Helen was already manipulating the hairbrush. She did it so well, and managed to arrange Hortense's really beautiful hair so simply yet easily on her head that the latter quite approved of it--and said so--when she looked into her hand-mirror.
Then Helen got her into a chair, in a fresh robe and a pretty kimono, while she made the bed--putting on new sheets and cases for the pillows so that all should be sweet and clean. Of course, Hortense wasn't really sick--only lazy. But she thought she was sick and Helen's attentions pleased the spoiled girl.
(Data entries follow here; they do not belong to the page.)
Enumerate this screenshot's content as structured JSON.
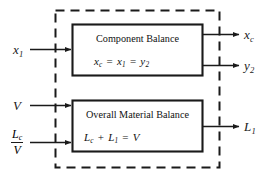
{
  "diagram": {
    "type": "block-diagram",
    "system_boundary": {
      "style": "dashed",
      "color": "#1a1a1a"
    },
    "blocks": [
      {
        "id": "component-balance",
        "title": "Component Balance",
        "equation_parts": [
          "x",
          "c",
          " = ",
          "x",
          "1",
          " = ",
          "y",
          "2"
        ],
        "equation_plain": "x_c = x_1 = y_2"
      },
      {
        "id": "overall-material-balance",
        "title": "Overall Material Balance",
        "equation_parts": [
          "L",
          "c",
          " + ",
          "L",
          "1",
          " = ",
          "V"
        ],
        "equation_plain": "L_c + L_1 = V"
      }
    ],
    "inputs": [
      {
        "id": "input-x1",
        "base": "x",
        "sub": "1",
        "kind": "simple"
      },
      {
        "id": "input-V",
        "base": "V",
        "sub": "",
        "kind": "simple"
      },
      {
        "id": "input-Lc-over-V",
        "numerator_base": "L",
        "numerator_sub": "c",
        "denominator": "V",
        "kind": "fraction"
      }
    ],
    "outputs": [
      {
        "id": "output-xc",
        "base": "x",
        "sub": "c"
      },
      {
        "id": "output-y2",
        "base": "y",
        "sub": "2"
      },
      {
        "id": "output-L1",
        "base": "L",
        "sub": "1"
      }
    ],
    "colors": {
      "line": "#1a1a1a",
      "text": "#111111",
      "background": "#ffffff"
    }
  }
}
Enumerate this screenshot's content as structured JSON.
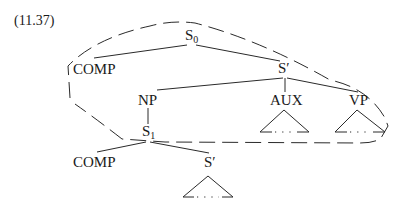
{
  "example_number": "(11.37)",
  "tree": {
    "root": {
      "label": "S",
      "subscript": "0"
    },
    "root_children": {
      "comp": "COMP",
      "s_bar": "S′"
    },
    "s_bar_children": {
      "np": "NP",
      "aux": "AUX",
      "vp": "VP"
    },
    "np_child": {
      "label": "S",
      "subscript": "1"
    },
    "s1_children": {
      "comp": "COMP",
      "s_bar": "S′"
    },
    "triangle_content": "...",
    "annotation": "dashed outline enclosing S0, COMP, S′, NP, AUX, VP and S1 node"
  }
}
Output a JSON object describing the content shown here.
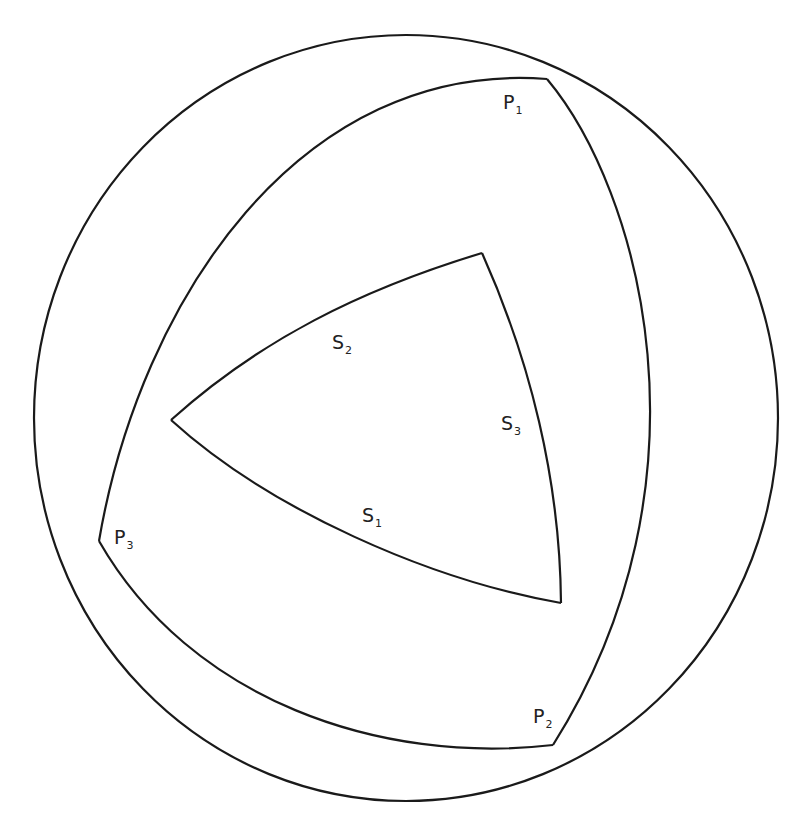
{
  "diagram": {
    "type": "spherical-triangles",
    "colors": {
      "background": "#ffffff",
      "stroke": "#1a1a1a",
      "text": "#222222"
    },
    "sphere": {
      "cx": 406,
      "cy": 418,
      "rx": 372,
      "ry": 383
    },
    "outer_triangle": {
      "vertices": [
        {
          "name": "P",
          "sub": "1",
          "x": 547,
          "y": 79
        },
        {
          "name": "P",
          "sub": "2",
          "x": 553,
          "y": 745
        },
        {
          "name": "P",
          "sub": "3",
          "x": 99,
          "y": 541
        }
      ]
    },
    "inner_triangle": {
      "vertices": [
        {
          "x": 482,
          "y": 253
        },
        {
          "x": 561,
          "y": 603
        },
        {
          "x": 171,
          "y": 420
        }
      ],
      "sides": [
        {
          "name": "S",
          "sub": "1"
        },
        {
          "name": "S",
          "sub": "2"
        },
        {
          "name": "S",
          "sub": "3"
        }
      ]
    },
    "labels": {
      "p1": {
        "main": "P",
        "sub": "1"
      },
      "p2": {
        "main": "P",
        "sub": "2"
      },
      "p3": {
        "main": "P",
        "sub": "3"
      },
      "s1": {
        "main": "S",
        "sub": "1"
      },
      "s2": {
        "main": "S",
        "sub": "2"
      },
      "s3": {
        "main": "S",
        "sub": "3"
      }
    }
  }
}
"Why, you're not such a bad little thing, Helen," she said, dipping into a box of chocolates on the stand by her bedside. Chocolates were about all the medicine Hortense took during this "bad attack." And she was really grateful--in her way--to her cousin.
It was later on this day that Helen plucked up courage to go to her uncle and give him back the letter he had written to Fenwick Grimes.
"I did not use it, sir," she said.
"Ahem!" he said, and with evident relief. "You have thought better of it, I hope? You mean to let the matter rest where it is?"
"I have not abandoned my attempt to get at the truth--no, Uncle Starkweather."
"How foolish of you, child!" he cried.
"I do not think it is foolish. But I will try not to mix you up in my inquiries. That is why I did not use the letter."
"And you have seen Grimes?" he asked, hastily.
"Oh, yes."
"Does he know who you are?"
"Oh, yes."
"And you reached him without an introduction? I understand he is hard to approach. He is a money-lender, in a way, and he has an odd manner of never appearing to come into personal contact with his clients."
"Yes, sir. I think him odd."
"Did--did he think he could help you?"
"He thinks just as you do, sir," stated Helen, honestly. "And, then, he accused you of sending me to him at first; so I would not use your letter and so compromise you."
"Ahem!" said the gentleman, surprised that this young girl should be so circ.u.mspect. It rather startled him to discover that she was thoughtful far beyond her years. Was it possible that--somehow--she _might_ bring to light the truth regarding the unhappy difficulty that had made Prince Morrell an exile from his old home for so many years?
Once May Van Ramsden ran in to see Belle and caught Helen going through the hall on her way to her own room. It was just after luncheon, which she and Belle had eaten in a silence that could be felt. Belle would not speak to her cousin unless she was obliged to, and Helen did not see that forcing her attentions upon the other girl would do any good.